World’s priciest painting not a full da Vinci!
A French documentary has cast fresh doubts over the world's most expensive painting, the "Salvator Mundi" credited to Leonardo da Vinci, revealing a resulting diplomatic tussle between France and its Saudi owner.
The painting of Jesus Christ, nicknamed the "male Mona Lisa", was sold at a 2017 Christies auction in New York for a record $450 million.
Its secret buyer was later revealed to be Saudi crown prince Mohammed bin Salman, though this is still denied in Riyadh.
There have long been questions over whether it was entirely the work of da Vinci. Now a documentary, "The Savior for Sale" by filmmaker Antoine Vitkine, to be premiered on French TV next week, sets out to reveal what was going on behind the scenes.

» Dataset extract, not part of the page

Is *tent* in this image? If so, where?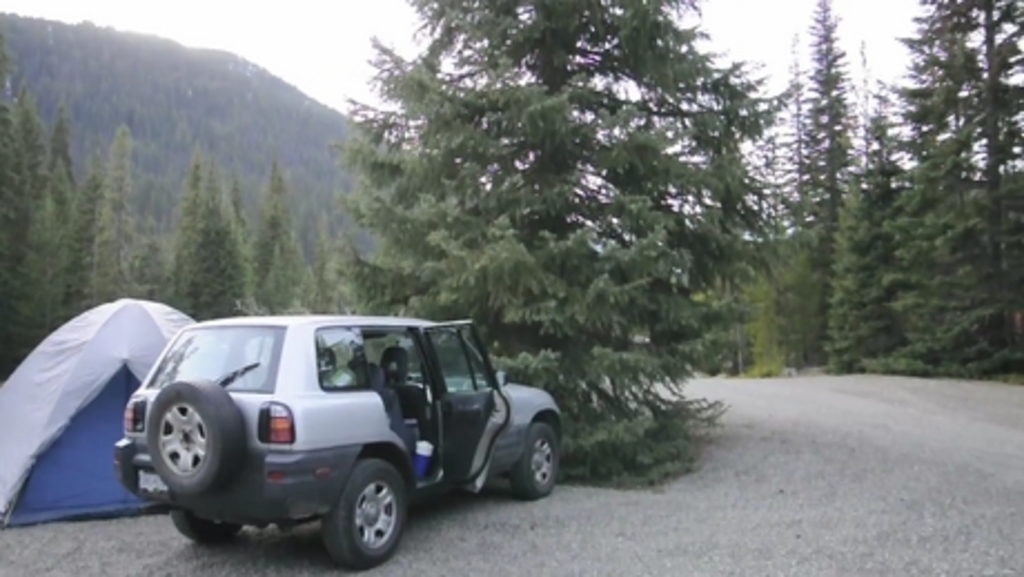
Yes, at bbox=[9, 283, 194, 546].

In the film, senior officials from President Emmanuel Macron's government, appearing under pseudonyms, confirm that the Louvre's scientific analysis of the painting concluded that while it was produced in da Vinci's workshop, the master himself only "contributed" to the painting.
This apparently went down badly with the Saudis.

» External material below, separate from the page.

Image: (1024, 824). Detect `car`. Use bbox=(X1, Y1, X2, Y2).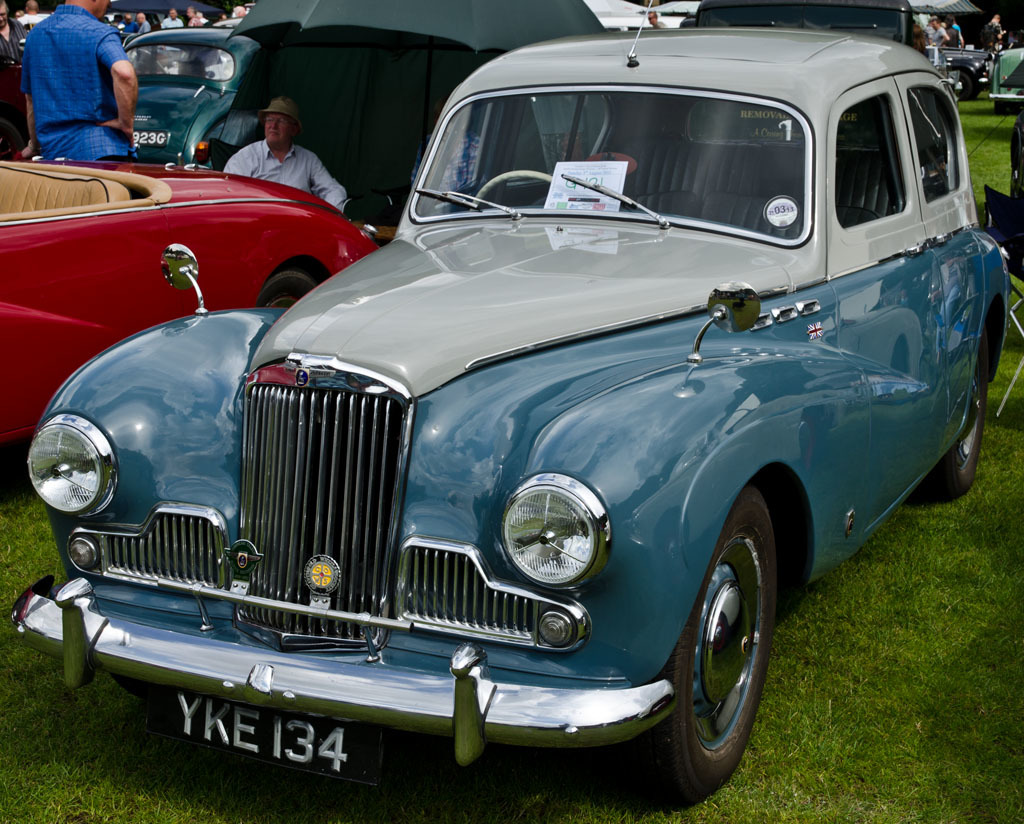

"Things turned incomprehensible," says one of the French officials in the film. "The request by "MBS" (bin Salman) was very clear: show the Salvator Mundi next to the Mona Lisa, and present it as 100 percent a da Vinci."
Macron ultimately decided to reject bin Salman's request, leaving it to the Louvre to negotiate with the Saudis on how the painting should be presented in their retrospective, said the documentary. No deal was concluded and the museum has refused to comment on the case.